Hancock cautioned that a reluctance to embrace all things “Industry 4.0” will have an impact on the people the industry hopes to attract and retain. “Unless we manage it carefully, we’ll face a talent crisis. A large number of longtime professionals are about to reach retirement, and there’s currently a lack of new people coming in with the new skills we need for the future,” he asserted.
As a result, the industry will need a blend of new and traditional skills. “We need data analysts as well as underwriters,” Hancock emphasized.
“We need a different offering to attract those new skills and those people who come and bring those skills,” he continued. “For the younger generation, maybe, just maybe, insurance isn’t seen as cutting edge, tech savvy or an interesting industry to work in, especially when we’re competing now with the likes of Google and Apple and Facebook for exactly the same talent.”
He said the industry’s call to action should be that “we all need to sell what a wonderful industry this is and show people what great opportunities they can have to really drive change and really do great things for society.”
In his presentation, Laurent Rousseau, deputy CEO, SCOR Global P&C, said that some aspects of the industry would remain unchanged during this period of rapid transformation.
What is not going to change for reinsurers “is the need for greater sophistication and depth,” he said.
“When I see reinsurance companies forgetting that, when I see reinsurance companies focusing purely on the transactional aspect of our business, I think they are losing sight of what really makes a difference, which is the ability to have our own in-depth view of risk,” Rousseau added.
“What is also not going to change is that clients will continue to demand better prices and faster delivery,” he confirmed. He said the industry should approach what it does in a client-centric way and focus its value proposition fully on the needs of clients.
Hancock discussed how Lloyd’s is embracing the Industry 4.0 concept, aiming to transform the market with its Future at Lloyd’s project. The blueprint for the project was rolled out in September 2019.

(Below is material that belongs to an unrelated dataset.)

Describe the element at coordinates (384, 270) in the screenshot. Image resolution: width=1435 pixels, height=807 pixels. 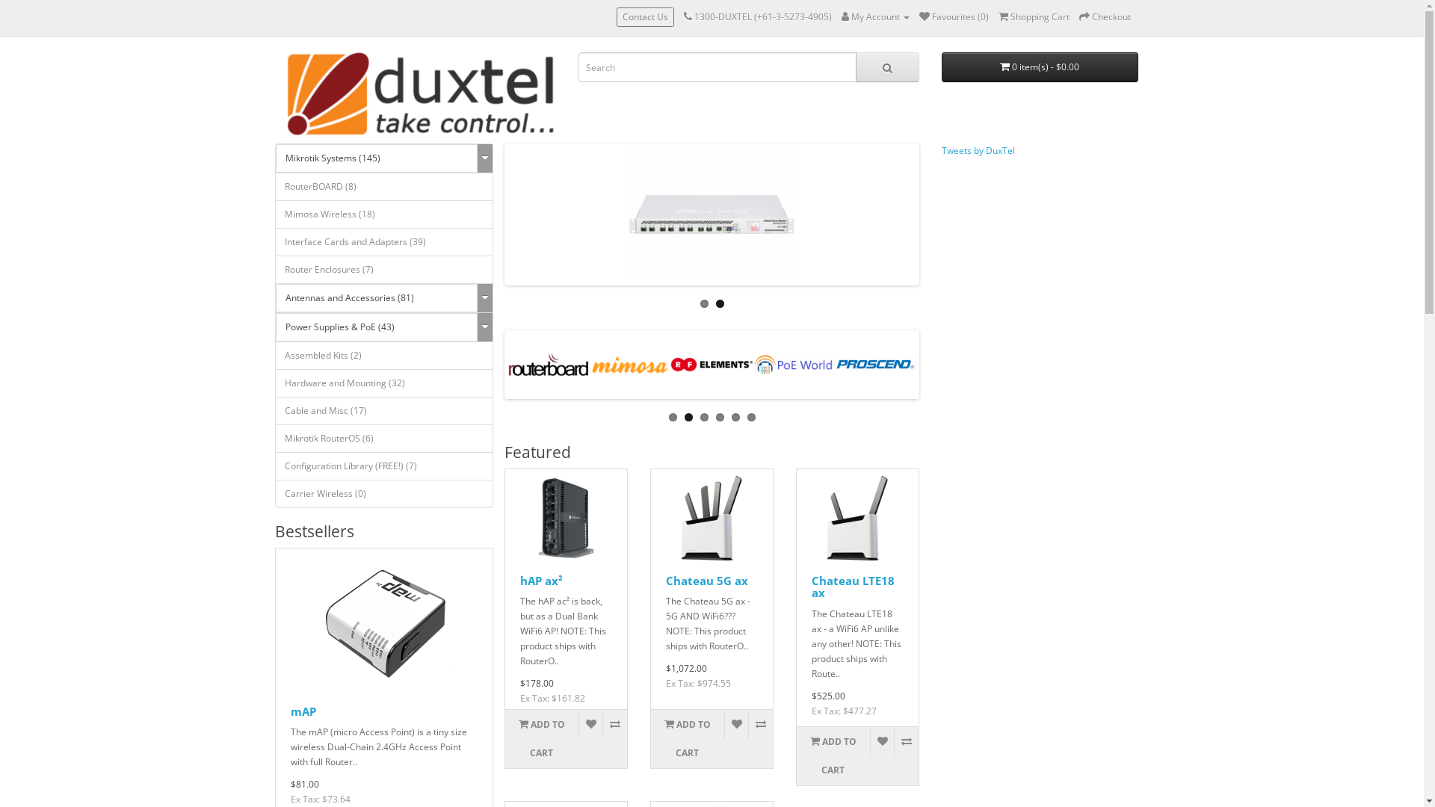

Hancock said it sets out a plan to build “the most advanced insurance marketplace,” which will be achieved with six key initiatives that cover everything from a complex risk platform, to making it more efficient for capital, to encouraging innovative business, to driving down net costs, to improving the claims experience.
“Data and technology are absolutely critical” to each of these initiatives, he said. For example, Lloyd’s claims solution will use technology and data to speed up processes and reduce costs. Hancock said Lloyd’s would like to get to the point where it knows its customers are going to experience a loss before they do, “so we can actually help them prepare for an event that hasn’t even happened yet. And when a claim does happen, you just pay it immediately.”
That’s the transformational aspect of Industry 4.0, which “we absolutely have to harness and see the amazing impact it has on the world.”
Hancock emphasized that most of the technology being used is technology that already exists. “We now have an opportunity to harness that technology…and offer a different joined-up solution.”
“Every syndicate, every organization is different, as is every broker, insurer, reinsurer, loss adjuster and lawyer across the whole industry,” Hancock affirmed. “And everybody will approach things in their own way. One thing is for certain: Doing nothing is not an option. We have to change if we are to remain relevant to our customers and relevant to our employees of the future. And we will.”
If something as complicated as Lloyd’s can do it, anybody can, Hancock said. “I think it boils down to this: Insurance will only change if we all change.”
Hancock offered one final quote from Irish playwright George Bernard Shaw, who said: “Progress is impossible without change, and those who cannot change their minds cannot change anything.”
“Our challenge is to change our minds,” he said in his concluding comment.